▼▼▼
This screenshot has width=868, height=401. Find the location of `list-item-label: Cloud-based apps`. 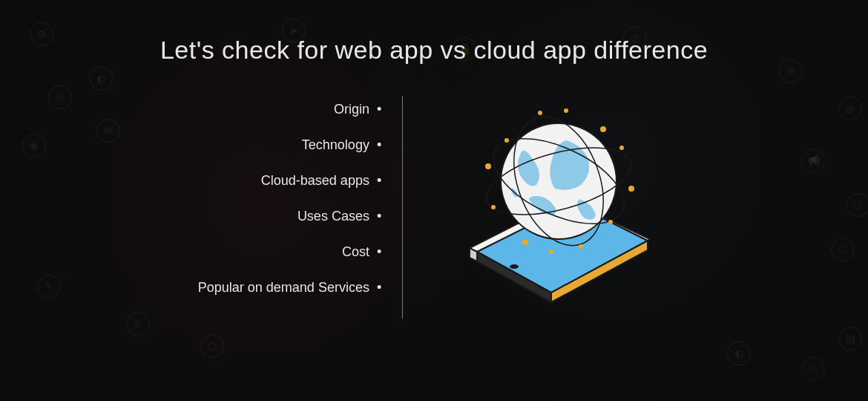

list-item-label: Cloud-based apps is located at coordinates (315, 181).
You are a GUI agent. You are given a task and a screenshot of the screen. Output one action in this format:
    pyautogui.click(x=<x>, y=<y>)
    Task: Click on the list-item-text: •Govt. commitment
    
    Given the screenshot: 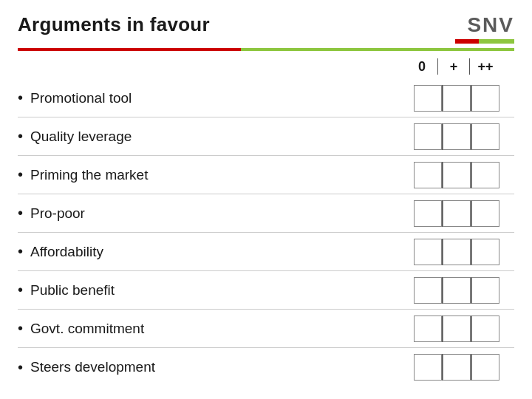 What is the action you would take?
    pyautogui.click(x=81, y=328)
▲▲▲
Problem requirements →
Give again, please, precisely the lines that begin the records and run through the line with "Task: Click on" in it, keeping both end lines and dropping any pictures.

Answer for this exercise →
This screenshot has width=868, height=401. Find the location of `list-item-label: Cloud-based apps`. 

list-item-label: Cloud-based apps is located at coordinates (315, 181).
You are a GUI agent. You are given a task and a screenshot of the screen. Output one action in this format:
    pyautogui.click(x=<x>, y=<y>)
    Task: Click on the list-item-text: •Govt. commitment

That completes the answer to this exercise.